An interactive online project called Clickworkers lets volunteers study decades-old pictures of Mars from the Viking spacecraft and pick out some of the thousands of craters that need classifying. It's the kind of tedium that most scientists might like to rise above. NASA bills the project as an experiment "to see if public volunteers, each working for a few minutes here and there, can do some routine science analysis."

So far, participation is good, said Bob Kanefsky, a software engineer who dreamed up the idea, built the software, and oversees the program on a contract basis for NASA. Between 8,000 and 12,000 craters a day are being analyzed.
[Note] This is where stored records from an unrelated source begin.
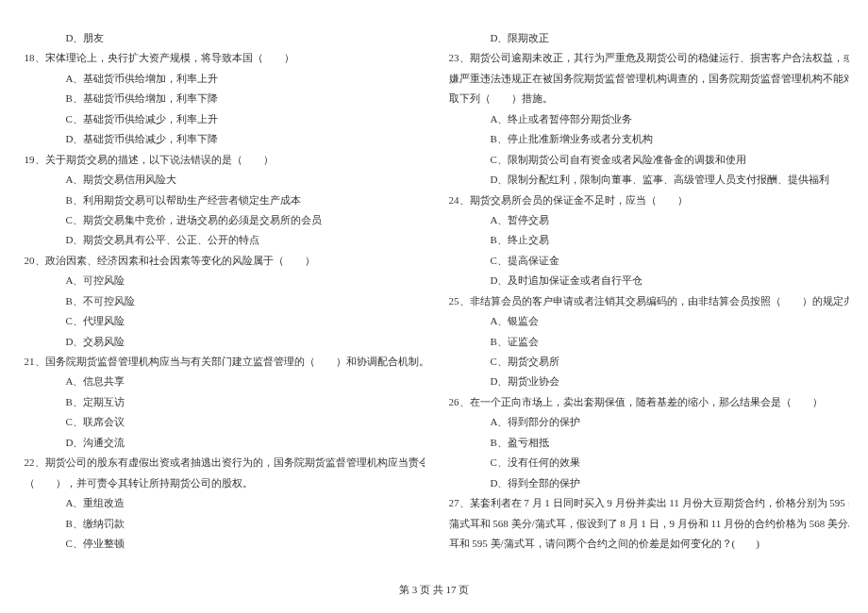  I want to click on q21-option-d: D、沟通交流, so click(222, 443).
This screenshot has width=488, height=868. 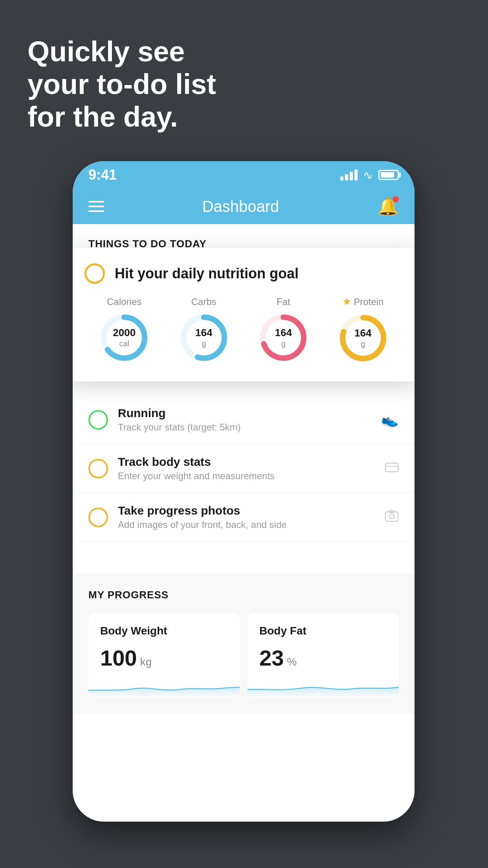 What do you see at coordinates (204, 330) in the screenshot?
I see `nutrition-carbs: Carbs 164 g` at bounding box center [204, 330].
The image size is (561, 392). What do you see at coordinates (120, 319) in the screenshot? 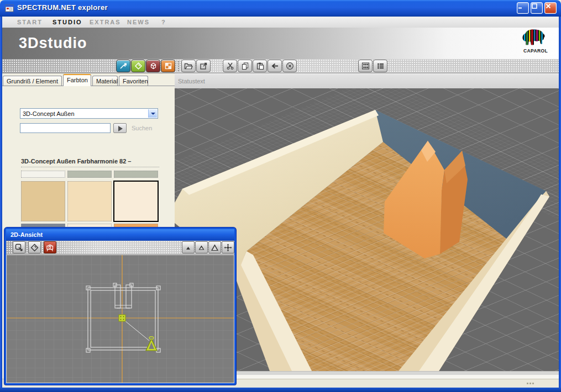
I see `2d-plan` at bounding box center [120, 319].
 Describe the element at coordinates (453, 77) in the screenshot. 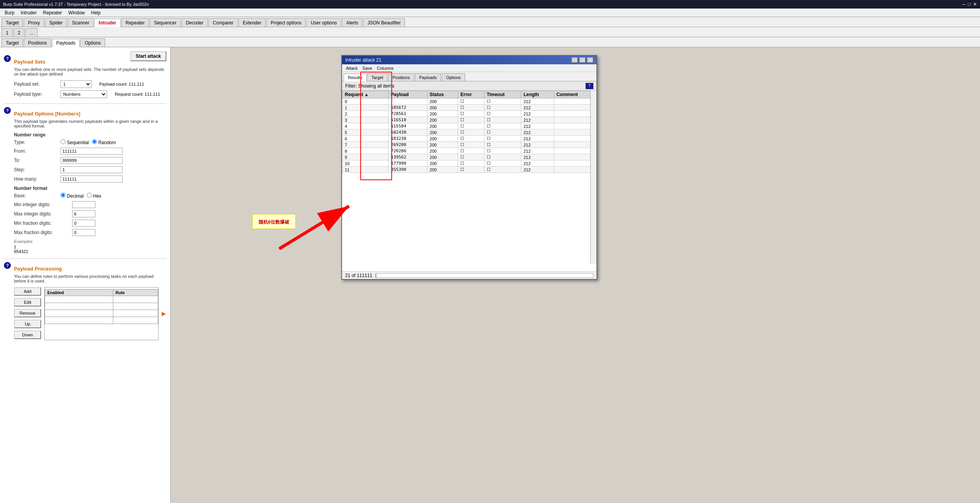

I see `attack-tab-options: Options` at that location.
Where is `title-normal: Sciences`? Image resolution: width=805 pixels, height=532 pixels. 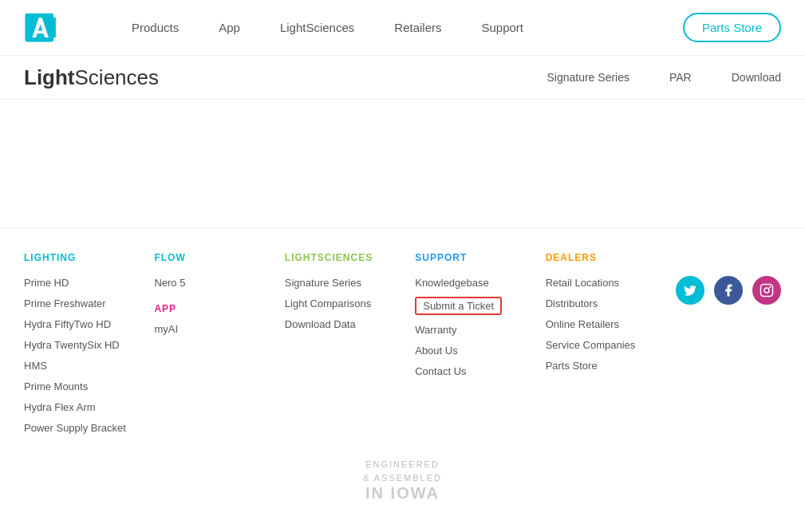 title-normal: Sciences is located at coordinates (117, 77).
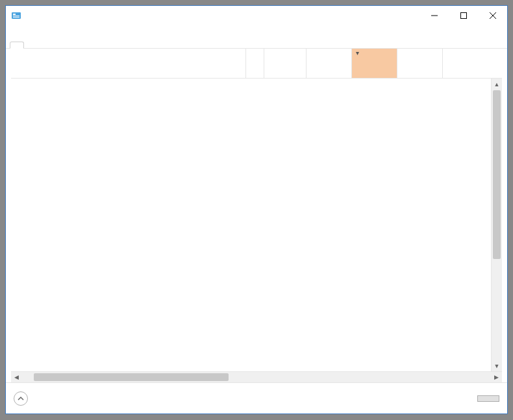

Some volunteers have returned over and over for weeks. But some 37 percent of the work has been done by one-time visitors.

Don't you need some formal scientific training for this?

"Absolutely not," Kanefsky says. "The whole idea is to see if non-scientists can help with the 95 percent of the task that requires only basic human abilities like recognizing pictures. If you know a mountain from a hole in the ground, you can be a crater-marking clickworker."

Participation couldn't be easier. Using web-based software that requires no downloading, a volunteer uses a mouse to make four clicks around the rim of a suspected crater. The software then outlines the crater in red.

For those who want to get more involved, classifying craters is a bit more challenging. The online software displays a crater, and asks you to decide if it is fresh, degraded, or if it is a "ghost" crater, one covered by overlying layers of soil. Visual examples of each classification are given.

With volunteers doing the bulk of the heavy lifting, the project's budget is less than $40,000.

Actually classifying craters requires some training, but an online tutorial provides instructions. Since the project began Nov. 17, volunteers have contributed nearly 300,000 crater-marking entries and more than 80,000 crater-classification entries.

For now, the pilot project does not promise any significant scientific returns. If the idea works, however, officials say it might be used to identify features in new images returned on a regular basis by current and future Mars missions. For that to happen, the project needs permanent funding.

Kanefsky said no decision has been made yet.